Pot Lights in a 1970s Toronto Home - What Happened When We Opened the Ceiling

Had pot lights installed in our 1974 Toronto bungalow kitchen and living room. What the electrician found when he opened the ceiling is worth sharing as a cautionary tale for other older-home owners.

What We Planned

12 pot lights in the kitchen and 8 in the living room. Both rooms are directly below the attic. Went with ICAT-rated LED fixtures (IC + Air-Tight combined, integrated LED, 4-inch, 2700K).

What We Found

When the electrician opened the ceiling to run wires:

Kitchen: existing knob-and-tube wiring in parts of the ceiling. Required remediation before new fixtures could be connected. This added $1,800 to the project but it was not optional.

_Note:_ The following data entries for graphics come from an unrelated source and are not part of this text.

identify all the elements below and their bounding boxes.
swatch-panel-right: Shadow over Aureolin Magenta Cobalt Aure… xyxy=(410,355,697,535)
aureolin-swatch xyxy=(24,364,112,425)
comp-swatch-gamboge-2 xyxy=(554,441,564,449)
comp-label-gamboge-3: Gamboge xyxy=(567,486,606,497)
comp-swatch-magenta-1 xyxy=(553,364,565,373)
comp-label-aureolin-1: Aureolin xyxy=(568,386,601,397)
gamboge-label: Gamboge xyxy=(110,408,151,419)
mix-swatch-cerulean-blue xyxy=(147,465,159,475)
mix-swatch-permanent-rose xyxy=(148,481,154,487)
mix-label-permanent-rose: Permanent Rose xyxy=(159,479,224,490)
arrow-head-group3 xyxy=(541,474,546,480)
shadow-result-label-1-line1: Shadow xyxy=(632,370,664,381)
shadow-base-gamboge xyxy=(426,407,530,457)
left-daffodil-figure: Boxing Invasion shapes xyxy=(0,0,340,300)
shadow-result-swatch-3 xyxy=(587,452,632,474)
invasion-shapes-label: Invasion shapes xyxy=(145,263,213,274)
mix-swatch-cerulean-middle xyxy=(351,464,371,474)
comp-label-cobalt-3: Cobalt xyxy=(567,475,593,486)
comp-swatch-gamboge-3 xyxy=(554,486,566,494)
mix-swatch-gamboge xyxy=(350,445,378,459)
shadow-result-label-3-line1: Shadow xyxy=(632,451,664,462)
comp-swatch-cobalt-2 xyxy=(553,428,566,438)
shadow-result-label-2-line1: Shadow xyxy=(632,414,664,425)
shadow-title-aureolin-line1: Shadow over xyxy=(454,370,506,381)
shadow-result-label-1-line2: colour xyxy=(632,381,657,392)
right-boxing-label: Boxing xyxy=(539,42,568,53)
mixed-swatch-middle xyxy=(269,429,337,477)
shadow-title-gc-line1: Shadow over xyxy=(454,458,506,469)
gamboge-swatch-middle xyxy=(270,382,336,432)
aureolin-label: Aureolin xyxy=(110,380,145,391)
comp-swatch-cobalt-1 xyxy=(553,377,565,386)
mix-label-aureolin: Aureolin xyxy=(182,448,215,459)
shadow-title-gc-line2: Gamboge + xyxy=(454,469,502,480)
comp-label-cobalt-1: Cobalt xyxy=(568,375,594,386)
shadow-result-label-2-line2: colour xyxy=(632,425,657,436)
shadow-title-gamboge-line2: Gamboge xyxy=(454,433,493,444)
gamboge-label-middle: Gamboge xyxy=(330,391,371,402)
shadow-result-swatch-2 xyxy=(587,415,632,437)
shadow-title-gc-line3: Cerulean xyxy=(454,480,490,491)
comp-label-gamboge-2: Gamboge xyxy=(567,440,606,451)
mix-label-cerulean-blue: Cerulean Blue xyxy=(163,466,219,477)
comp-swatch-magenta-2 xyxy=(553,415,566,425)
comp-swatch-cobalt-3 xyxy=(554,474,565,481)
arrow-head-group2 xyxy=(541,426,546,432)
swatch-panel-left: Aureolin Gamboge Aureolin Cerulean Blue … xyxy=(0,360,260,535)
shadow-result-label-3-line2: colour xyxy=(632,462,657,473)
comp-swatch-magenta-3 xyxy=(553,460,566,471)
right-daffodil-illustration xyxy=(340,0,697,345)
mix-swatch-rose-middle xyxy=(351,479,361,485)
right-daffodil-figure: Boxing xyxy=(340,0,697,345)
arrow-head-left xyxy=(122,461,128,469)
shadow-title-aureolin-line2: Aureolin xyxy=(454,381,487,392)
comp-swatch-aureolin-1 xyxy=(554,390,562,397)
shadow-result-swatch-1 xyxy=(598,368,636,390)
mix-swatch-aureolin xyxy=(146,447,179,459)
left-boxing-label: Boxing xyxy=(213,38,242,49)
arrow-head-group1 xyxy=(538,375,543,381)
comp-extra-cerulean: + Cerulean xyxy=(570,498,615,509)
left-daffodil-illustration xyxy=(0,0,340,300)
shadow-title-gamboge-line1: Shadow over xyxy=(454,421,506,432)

Attic above living room: insulation was blown-in vermiculite (1970s product, possibly contains asbestos). We had a sample tested. Result: non-detect for asbestos. Bullet dodged, but the test was $120 and necessary.

Final Cost Breakdown

20 ICAT LED fixtures: $1,600 (Halo brand from supply house)
Electrical labour (2 days): $2,400
Knob-and-tube remediation in kitchen area: $1,800
Dimmer switches (4 zones): $320
Permits + ESA inspection: $280
Total: $6,400

What I Wish Someone Had Told Me

Any electrical work in a pre-1980 Toronto home should budget 20-30% contingency for knob-and-tube discovery. Our electrician said it is present in the majority of 1960s-1980s Toronto homes they open up.

Also: specify ICAT explicitly to your contractor. “LED pot lights” is not specific enough. ICAT is the spec that matters for attic-adjacent ceilings.